Because prisoners had no access to writing materials, Marguerite watched for administrative oversights. She noticed when staff left scrap paper on desks or pencils in the pockets of lab coats. With extreme care, she began to gather fragments of paper and short pencil leads, hiding them within the double seams of her uniform.
Working at night by the faint light that passed beneath her cell door, she began to document everything. To maximize the limited space, she wrote in microscopic print, using a personal code of medical abbreviations and symbols. She recorded dates, physical descriptions of the personnel, types of substances used, and specific symptoms. She documented surgical procedures performed on young Polish political prisoners, where portions of bone or muscle were removed to simulate traumatic battlefield injuries. She also recorded tissue transfers and severe temperature tolerance tests.

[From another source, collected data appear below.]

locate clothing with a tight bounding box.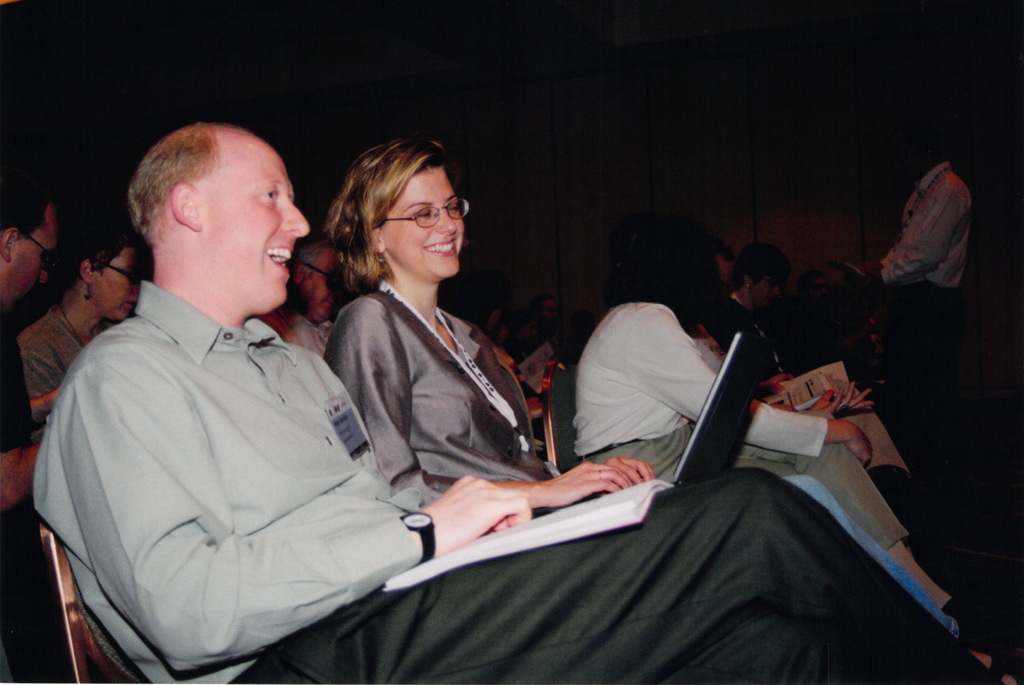
Rect(10, 314, 69, 442).
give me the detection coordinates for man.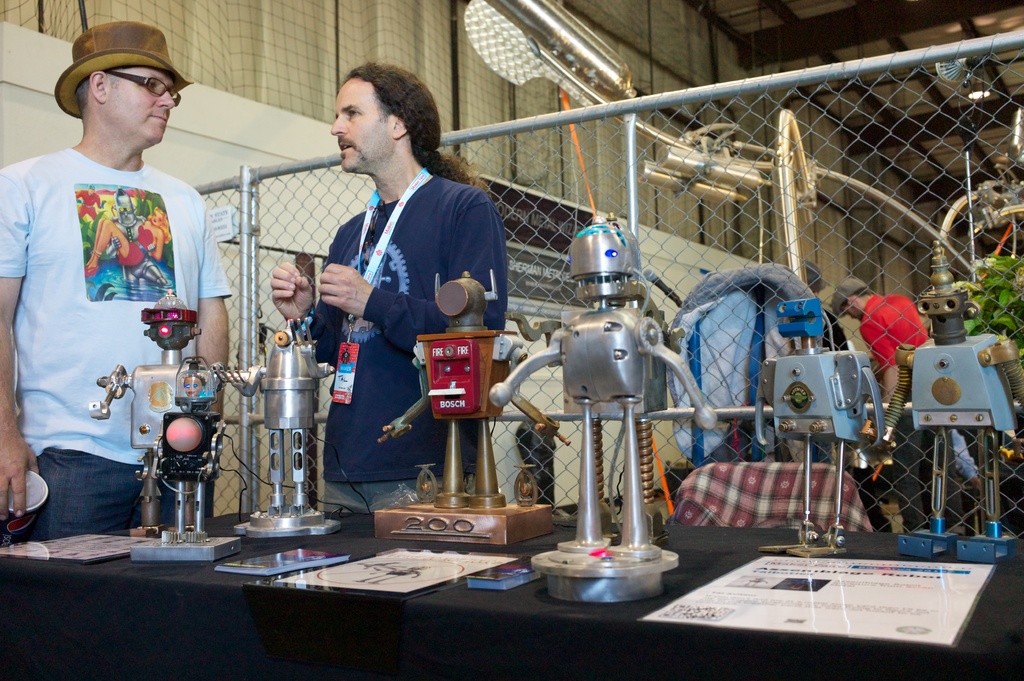
x1=831, y1=276, x2=983, y2=488.
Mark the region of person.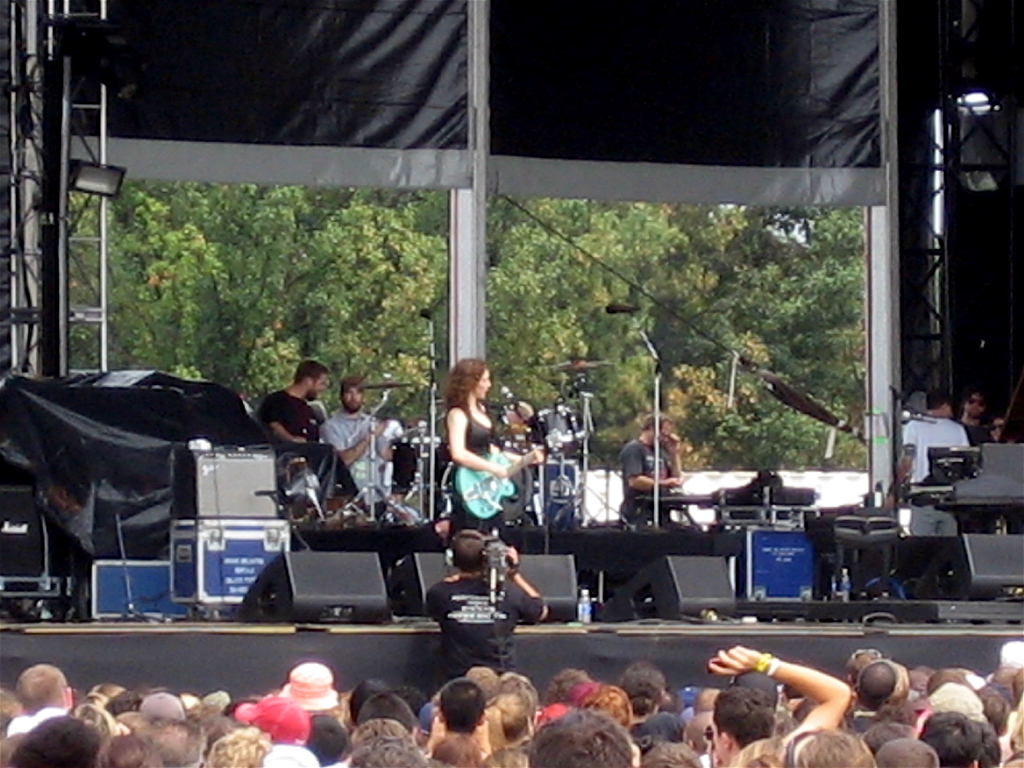
Region: pyautogui.locateOnScreen(442, 358, 543, 534).
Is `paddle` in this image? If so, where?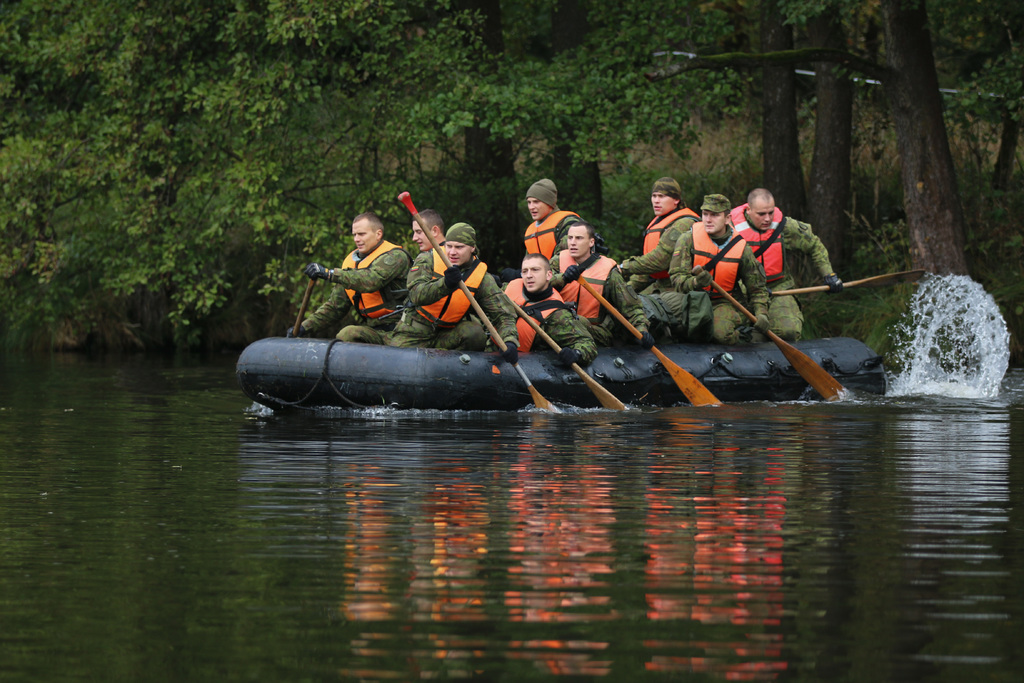
Yes, at (left=579, top=275, right=713, bottom=406).
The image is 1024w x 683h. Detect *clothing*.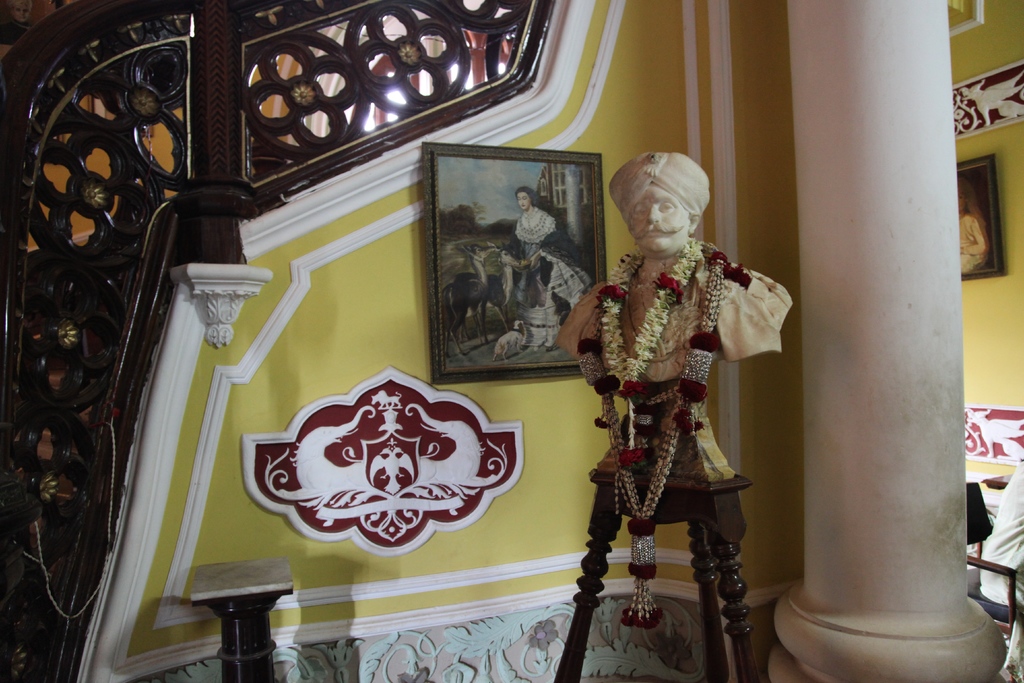
Detection: <box>570,265,799,481</box>.
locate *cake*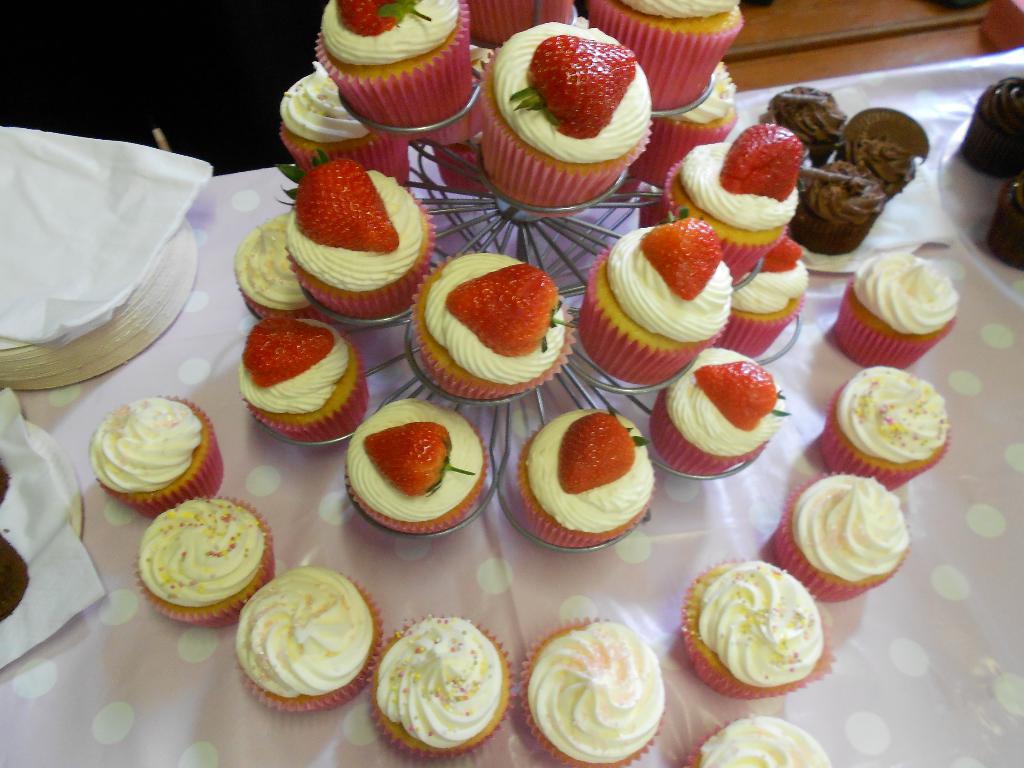
{"x1": 637, "y1": 111, "x2": 809, "y2": 289}
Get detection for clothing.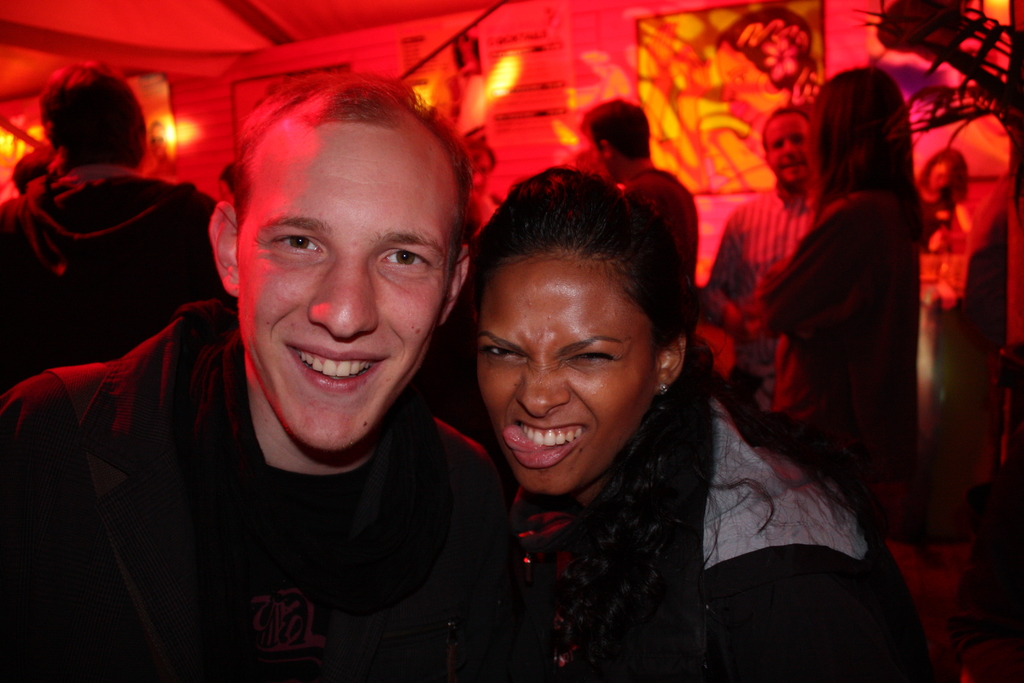
Detection: BBox(521, 343, 942, 682).
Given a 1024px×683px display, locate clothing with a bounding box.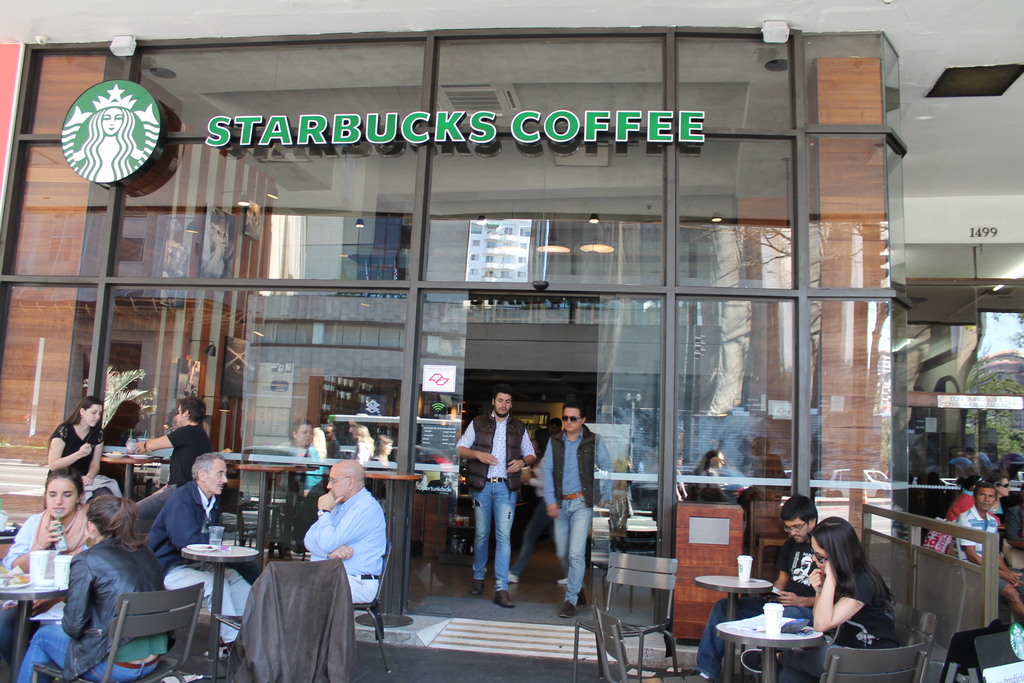
Located: 0/514/65/556.
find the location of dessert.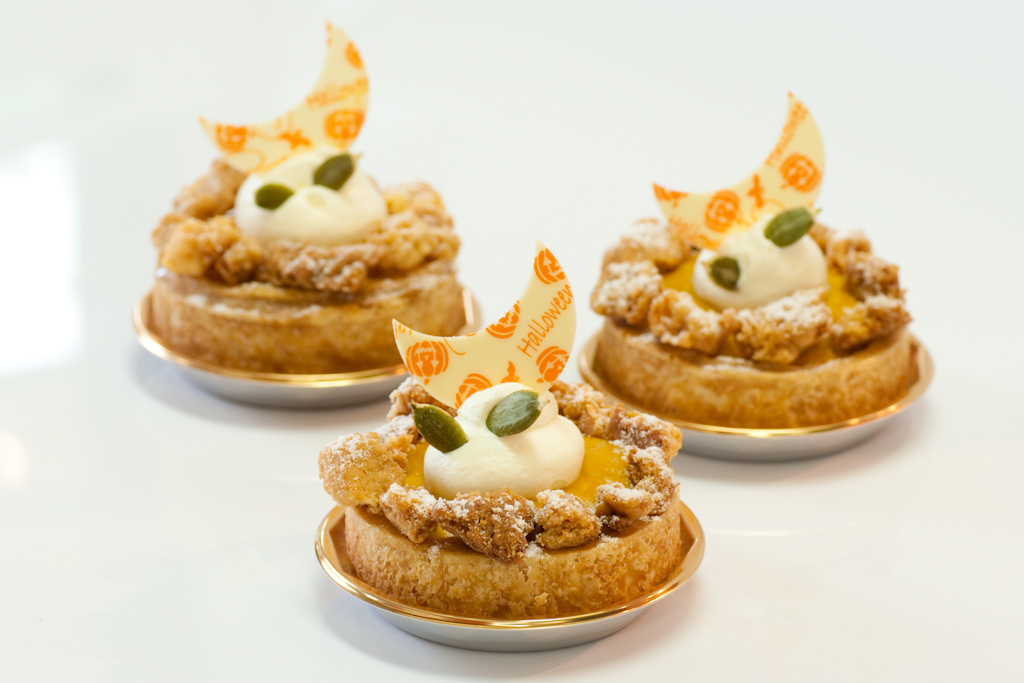
Location: (592,89,914,431).
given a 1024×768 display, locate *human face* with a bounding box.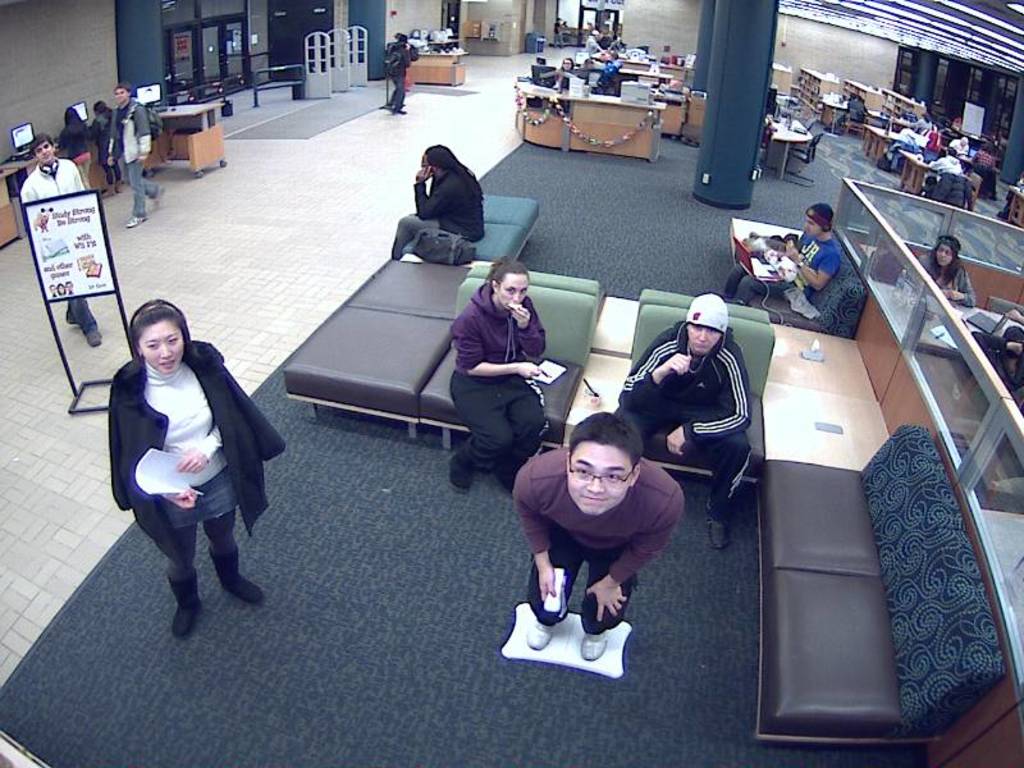
Located: box(690, 324, 714, 351).
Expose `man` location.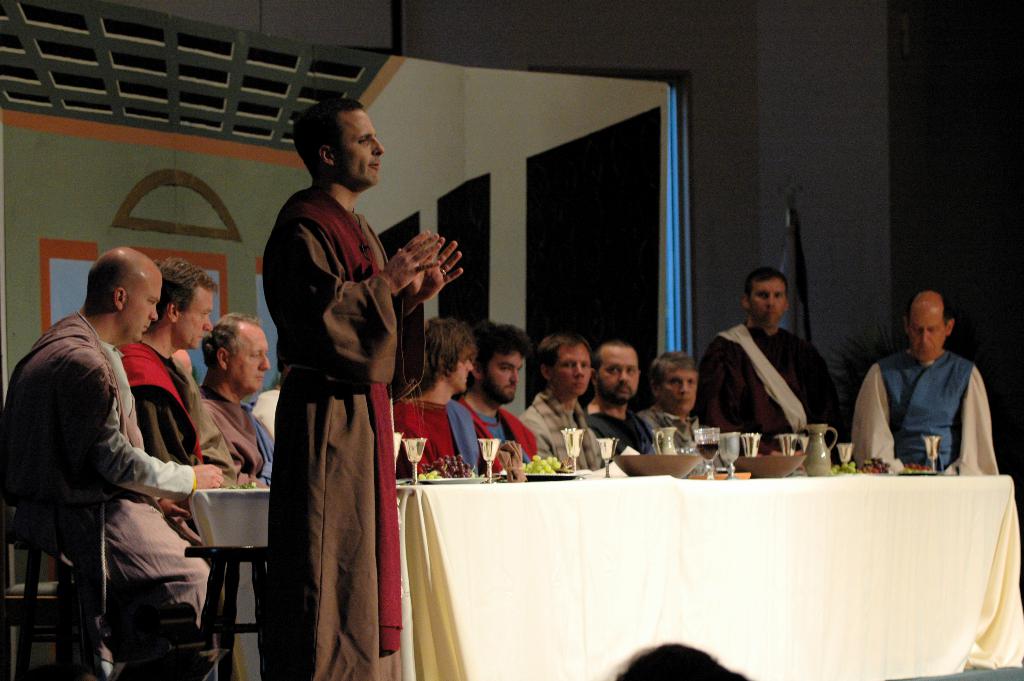
Exposed at bbox(637, 348, 703, 461).
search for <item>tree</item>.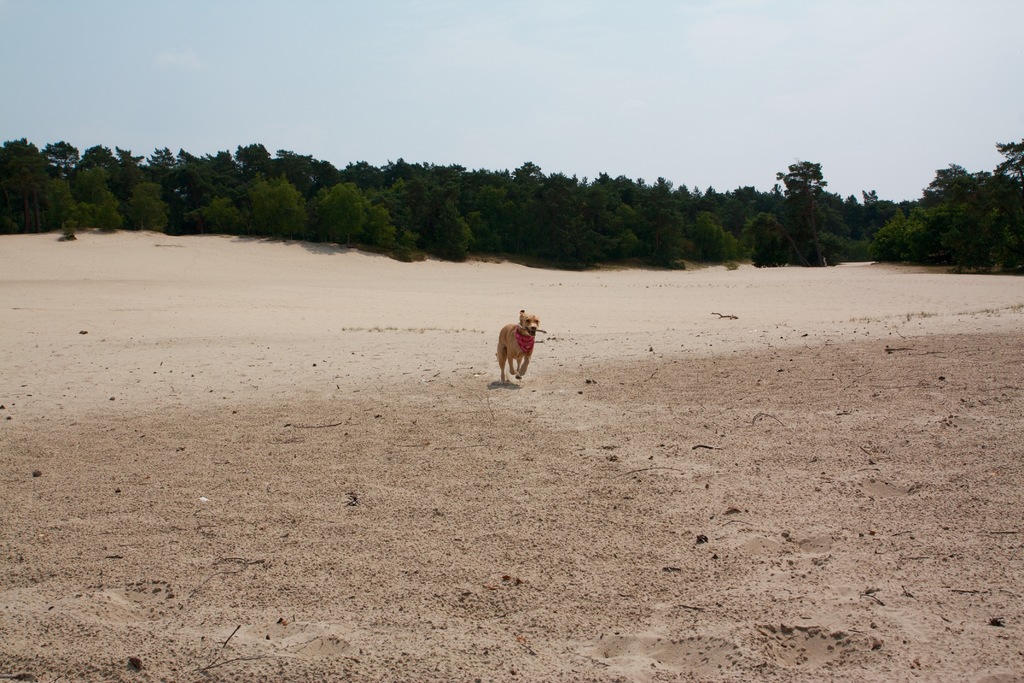
Found at detection(844, 193, 874, 240).
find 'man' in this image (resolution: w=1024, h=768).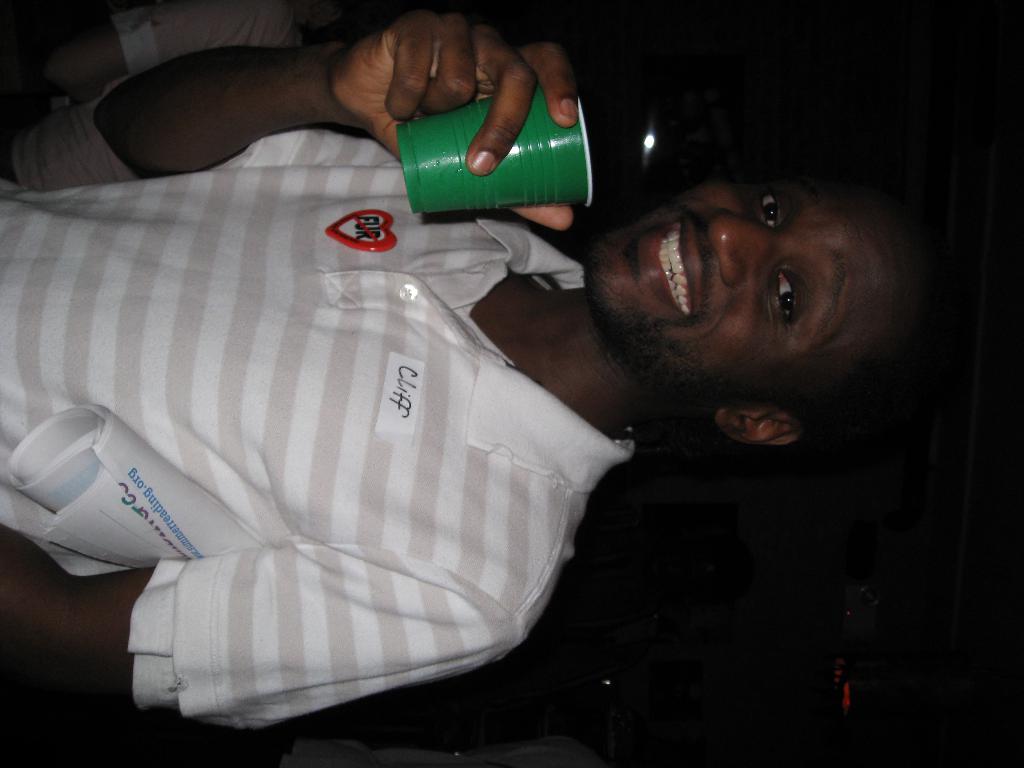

Marguerite was not alone in her quiet effort to observe. Other educated women within the block, including journalists, academics, and political dissidents, formed a silent network. They memorized names, shared updates, and supported one another during moments of physical collapse.
The procedures accelerated through 1943. A new group of orthopedic specialists arrived to study bone regeneration. The young Polish women selected for these surgical procedures became known within the camp as the “rabbits,” because they were treated purely as experimental subjects. Many developed severe systemic infections, some required amputations, and others did not survive the immediate post-operative period. Those who did survive were left permanently disfigured. Marguerite documented their names and individual histories, determined that their identities would not be erased.
In July 1943, a sudden, intensive search of the barracks was ordered by the camp guards. Staff overturned mattresses and tore clothing looking for contraband. Knowing that discovery meant immediate execution, Marguerite destroyed her most recent pages, but managed to keep the primary ledger hidden in a deep section of her uniform belt that the guards overlooked.
Chapter 5: Erasing the Evidence
By the autumn of 1943, geopolitical shifts indicated that the military situation was changing. Yet, inside Block 10, the operations intensified as the research teams hurried to complete their data collection. Marguerite was subjected to a second series of evaluations, this time involving prolonged exposure to freezing water to monitor the exact timeline of hypothermia and the efficiency of various rapid-warming techniques.
She recalled the detached voices of the specialists discussing her vital signs as if she were an inorganic object. Each session left her physically weaker, suffering from severe frostbite and diminished physical reserves.
Through her understanding of multiple languages, Marguerite served as a vital link among the prisoners, translating whispered conversations, warning others of upcoming selections, and sharing basic advice on how to keep wounds clean using boiled water and torn cloth.
By early 1944, forces from the Eastern Front were advancing rapidly. The camp administration began systematically destroying records to eliminate evidence of their operations. Cates of files were moved to the camp incinerators and reduced to ashes.
Realizing that time was running out and that witnesses might be eliminated, Marguerite knew she could no longer keep the ledger on her person. During a brief moment when a transfer between sectors left her temporarily unmonitored near a building undergoing decommissioning, she found a safe location. She wrapped the pages in a piece of waterproof material, sealed it securely with salvaged wax, and placed the package deep inside a hollow cavity within a brick wall, covering the opening with a mixture of earth and ash. It was a desperate attempt to ensure that even if she did not survive, the objective truth of Block 10 would outlast the camp itself.